Research into the basis of mental disorder is an important component of the work that goes on at Broadmoor. Using Magnetic Resonance Imaging, or MRI, scans of the brain Dr Migendra Das is trying to understand why a small minority of people suffering from an acute mental illness resort to violence.

The study, carried out at the neural imaging unit of the Maudsley Hospital in south London, revealed significant differences in the structure of the brains of patients at Broadmoor hospital, and interestingly, a marked difference in fear responses and inhibition processing between schizophrenic patients and those with a personality disorder.

While the schizophrenics in the study were overly-stimulated by the prospect of a mild electric shock - none were actually delivered during the study - the brains of patients with personality disorders showed a much more muted emotional response.

"This kind of imaging study can be important in helping to develop useful diagnostic tools," Dr Das suggests "and broaden our understanding of the bio-chemistry of mental disorder".

Inevitably patients need some respite from the emotional intensity of the psychological therapies they go through. Confronting, and coming to terms with what they may have done - even while in the grip of severe mental illness - takes its toll.

Broadmoor offers a range of extra-curricular activities in its well equipped carpentry, and arts and crafts workshops, music studios and extensive kitchen garden.

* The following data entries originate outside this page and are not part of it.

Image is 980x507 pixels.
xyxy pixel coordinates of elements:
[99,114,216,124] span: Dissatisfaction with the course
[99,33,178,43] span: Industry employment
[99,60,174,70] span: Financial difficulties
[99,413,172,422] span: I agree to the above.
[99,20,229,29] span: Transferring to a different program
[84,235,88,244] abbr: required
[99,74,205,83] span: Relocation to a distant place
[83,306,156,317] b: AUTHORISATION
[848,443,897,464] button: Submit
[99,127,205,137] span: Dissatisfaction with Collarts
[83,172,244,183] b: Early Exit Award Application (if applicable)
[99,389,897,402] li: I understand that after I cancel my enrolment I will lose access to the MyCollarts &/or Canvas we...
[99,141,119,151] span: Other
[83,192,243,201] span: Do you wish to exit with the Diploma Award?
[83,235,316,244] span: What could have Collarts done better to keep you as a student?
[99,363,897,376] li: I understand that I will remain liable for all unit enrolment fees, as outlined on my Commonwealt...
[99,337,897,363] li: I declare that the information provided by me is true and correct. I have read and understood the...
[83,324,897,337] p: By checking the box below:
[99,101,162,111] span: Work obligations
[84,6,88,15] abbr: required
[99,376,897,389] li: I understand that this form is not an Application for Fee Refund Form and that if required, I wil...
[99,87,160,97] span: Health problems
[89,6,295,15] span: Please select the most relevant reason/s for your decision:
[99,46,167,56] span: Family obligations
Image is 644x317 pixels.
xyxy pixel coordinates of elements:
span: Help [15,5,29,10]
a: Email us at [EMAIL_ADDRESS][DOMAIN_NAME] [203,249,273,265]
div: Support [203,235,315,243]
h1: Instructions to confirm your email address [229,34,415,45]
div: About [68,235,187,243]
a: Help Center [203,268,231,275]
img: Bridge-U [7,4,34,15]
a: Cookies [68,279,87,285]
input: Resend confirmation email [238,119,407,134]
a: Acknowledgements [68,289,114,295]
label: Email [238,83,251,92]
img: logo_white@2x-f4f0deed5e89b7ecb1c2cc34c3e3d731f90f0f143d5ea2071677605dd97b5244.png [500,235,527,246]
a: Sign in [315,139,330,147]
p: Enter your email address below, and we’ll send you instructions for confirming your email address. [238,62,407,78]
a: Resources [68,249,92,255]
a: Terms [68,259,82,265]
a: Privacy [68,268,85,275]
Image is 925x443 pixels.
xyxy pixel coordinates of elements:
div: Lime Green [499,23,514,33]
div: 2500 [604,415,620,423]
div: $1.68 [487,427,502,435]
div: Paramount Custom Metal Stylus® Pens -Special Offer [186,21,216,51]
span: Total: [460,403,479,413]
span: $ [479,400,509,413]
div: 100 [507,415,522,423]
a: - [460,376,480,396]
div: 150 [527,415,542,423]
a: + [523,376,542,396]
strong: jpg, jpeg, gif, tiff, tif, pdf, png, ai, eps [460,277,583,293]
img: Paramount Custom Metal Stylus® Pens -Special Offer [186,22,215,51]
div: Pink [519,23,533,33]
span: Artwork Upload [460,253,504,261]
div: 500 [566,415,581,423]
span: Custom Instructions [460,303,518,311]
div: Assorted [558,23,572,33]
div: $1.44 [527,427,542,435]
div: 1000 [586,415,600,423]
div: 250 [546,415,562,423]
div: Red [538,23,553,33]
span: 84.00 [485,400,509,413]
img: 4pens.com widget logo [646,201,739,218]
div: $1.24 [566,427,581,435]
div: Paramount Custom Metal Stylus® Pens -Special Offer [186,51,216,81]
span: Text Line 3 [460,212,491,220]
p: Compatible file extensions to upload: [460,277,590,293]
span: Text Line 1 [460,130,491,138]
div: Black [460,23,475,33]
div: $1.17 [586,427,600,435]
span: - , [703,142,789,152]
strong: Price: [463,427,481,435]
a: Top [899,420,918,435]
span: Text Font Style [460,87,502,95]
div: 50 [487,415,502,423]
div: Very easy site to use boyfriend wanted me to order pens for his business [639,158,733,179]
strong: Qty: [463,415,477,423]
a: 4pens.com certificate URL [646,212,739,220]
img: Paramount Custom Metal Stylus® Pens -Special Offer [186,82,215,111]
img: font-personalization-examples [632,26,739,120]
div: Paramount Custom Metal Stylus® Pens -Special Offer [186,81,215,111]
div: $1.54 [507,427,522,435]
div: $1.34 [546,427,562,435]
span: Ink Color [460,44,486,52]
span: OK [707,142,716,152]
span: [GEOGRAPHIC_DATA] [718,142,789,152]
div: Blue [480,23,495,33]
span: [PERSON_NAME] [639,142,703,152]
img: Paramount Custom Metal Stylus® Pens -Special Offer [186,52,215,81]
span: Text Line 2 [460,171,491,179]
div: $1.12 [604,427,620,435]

Although it is not part of the treatment Tony Roche, who runs the music school, says it is definitely part of the cure.

"The treatments are very tough, and emotionally draining. Patients need some down-time, some space to get away, and we can offer them skills and opportunities that may help boost their confidence, and that they can use to reintegrate back into society."

It was at this point that a nagging concern about the extraordinary level of effort and investment being channelled into the patients at Broadmoor bubbled to the surface.

Many of these men - they are all men at Broadmoor - had committed the worst crimes of violence imaginable. What about the victims of those crimes? What about their families?

"It's not fair, but what is the alternative? If these people committed crimes because they were suffering from an acute mental illness then they should be in hospital," Jimmy Noak told me.

"In any civilised society you should be treating people who have a serious mental illness in a hospital."